Zulip Chat Archive

Stream: metaprogramming / tactics

Topic: isBoundedDefault not triggering


Damien Thomine (Jul 10 2024 at 12:24):

When working with liminf and limsup, there are some boundedness hypotheses which may have to be checked on some spaces (such as reals) but are automatically satisfied on other spaces (such as extended reals).

In order to avoid duplicate theorems, and not having to fill these hypotheses by hand when they are trivially satisfied, the current philosophy is to have each theorem in the largest generality (with these boundedness hypotheses), and an isBoundedDefault tactic which automatically fills these hypotheses (defined in Mathlib.Order.LiminfLimsup).

The problem is that isBoundedDefault does trigger in direct proof terms (or exact, have...), but not on apply. Some kind of minimal example is:

import Mathlib.Data.Real.EReal
import Mathlib.Order.LiminfLimsup

open Filter

theorem proof_term {α : Type*} {f : Filter α} {u v : α  EReal} (h : u ≤ᶠ[f] v) :
    limsup u f  limsup v f :=
  limsup_le_limsup h

theorem by_exact {α : Type*} {f : Filter α} {u v : α  EReal} (h : u ≤ᶠ[f] v) :
    limsup u f  limsup v f := by
  exact limsup_le_limsup h

theorem by_apply {α : Type*} {f : Filter α} {u v : α  EReal} (h : u ≤ᶠ[f] v) :
    limsup u f  limsup v f := by
  apply limsup_le_limsup
  · exact h
  · use ⊥; simp
  · use ⊤; simp

This makes the proofs more awkward and cluttered than they need to be. Would it be possible to modify isBoundedDefault to trigger on apply?

Paging @Sébastien Gouëzel

Sébastien Gouëzel (Jul 10 2024 at 14:51):

I'd like to mention that I think it's an important issue. Unfortunately, I am not competent on this, we need some metaprogramming understanding here I'd say.

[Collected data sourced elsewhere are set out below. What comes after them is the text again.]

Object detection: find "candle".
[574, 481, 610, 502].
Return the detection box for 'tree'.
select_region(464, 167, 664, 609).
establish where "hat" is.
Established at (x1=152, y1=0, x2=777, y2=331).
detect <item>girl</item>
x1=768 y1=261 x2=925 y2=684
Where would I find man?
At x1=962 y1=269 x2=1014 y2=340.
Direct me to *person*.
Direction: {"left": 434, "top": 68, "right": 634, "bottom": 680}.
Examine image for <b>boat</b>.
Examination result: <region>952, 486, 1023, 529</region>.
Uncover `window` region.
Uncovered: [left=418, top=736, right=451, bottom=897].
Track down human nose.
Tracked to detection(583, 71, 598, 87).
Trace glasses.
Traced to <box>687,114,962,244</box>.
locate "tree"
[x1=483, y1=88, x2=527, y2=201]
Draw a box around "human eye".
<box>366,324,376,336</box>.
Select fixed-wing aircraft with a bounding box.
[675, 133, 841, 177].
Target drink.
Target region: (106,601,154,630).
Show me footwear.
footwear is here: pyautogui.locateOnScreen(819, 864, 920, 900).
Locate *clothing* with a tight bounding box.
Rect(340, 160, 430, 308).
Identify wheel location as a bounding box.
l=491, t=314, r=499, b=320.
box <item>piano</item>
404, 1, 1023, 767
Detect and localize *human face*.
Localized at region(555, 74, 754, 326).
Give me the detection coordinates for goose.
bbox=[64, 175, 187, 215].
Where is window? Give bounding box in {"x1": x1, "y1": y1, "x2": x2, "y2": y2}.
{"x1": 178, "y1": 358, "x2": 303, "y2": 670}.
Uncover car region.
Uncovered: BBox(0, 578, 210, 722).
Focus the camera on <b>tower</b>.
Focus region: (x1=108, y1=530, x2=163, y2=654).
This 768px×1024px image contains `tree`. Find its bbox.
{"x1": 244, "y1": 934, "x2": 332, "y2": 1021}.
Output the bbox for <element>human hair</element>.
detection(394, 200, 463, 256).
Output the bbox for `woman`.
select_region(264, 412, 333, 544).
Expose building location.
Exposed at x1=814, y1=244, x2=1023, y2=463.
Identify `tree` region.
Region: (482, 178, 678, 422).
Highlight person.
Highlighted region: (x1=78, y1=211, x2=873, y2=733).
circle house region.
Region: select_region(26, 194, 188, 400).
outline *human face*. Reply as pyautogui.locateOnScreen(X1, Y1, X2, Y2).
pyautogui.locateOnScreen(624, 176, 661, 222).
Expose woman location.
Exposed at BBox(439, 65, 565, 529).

Damiano Testa (Jul 10 2024 at 15:24):

Is it just a matter of a missing assumption? In the example above, this works:

  repeat first
    | apply isCobounded_le_of_bot
    | apply isCobounded_ge_of_top
    | apply isBounded_le_of_top
    | apply isBounded_ge_of_bot
    | assumption

Damiano Testa (Jul 10 2024 at 15:56):

I tried looking at the lean3 code and it uses applyc. Looking into that, it may be that applyc did try some form of assumption on the goals, so this may be indeed a fix.

Damiano Testa (Jul 10 2024 at 15:56):

If you have more examples where this fails, I can look into it!

Damiano Testa (Jul 10 2024 at 15:59):

#14617

Damien Thomine (Jul 10 2024 at 19:08):

Let me sum up here the discussion in #14617:

  • There is a distinction between
by apply limsup_le_limsup h

which has always worked, and

by apply limsup_le_limsup; exact h

which we would like to have.

  • The latter is not fixed by adding assumption.
  • In the meantime, there are a few imperfect solutions: refine limsup_le_limsup ?_, apply limsup_le_limsup ?_, apply (limsup_le_limsup).

Thank you for your efforts. I must say that this behaviour is puzzling for somebody like me who does not know the intricacies of Lean.

Damiano Testa (Jul 10 2024 at 19:39):

My vague understanding of the issue is that apply does not pass information about the meta variables that it leaves behind until it is too late for the auto-param to realize that it could have made progress. The workarounds above either give more context to the remaining goals or delay them a bit.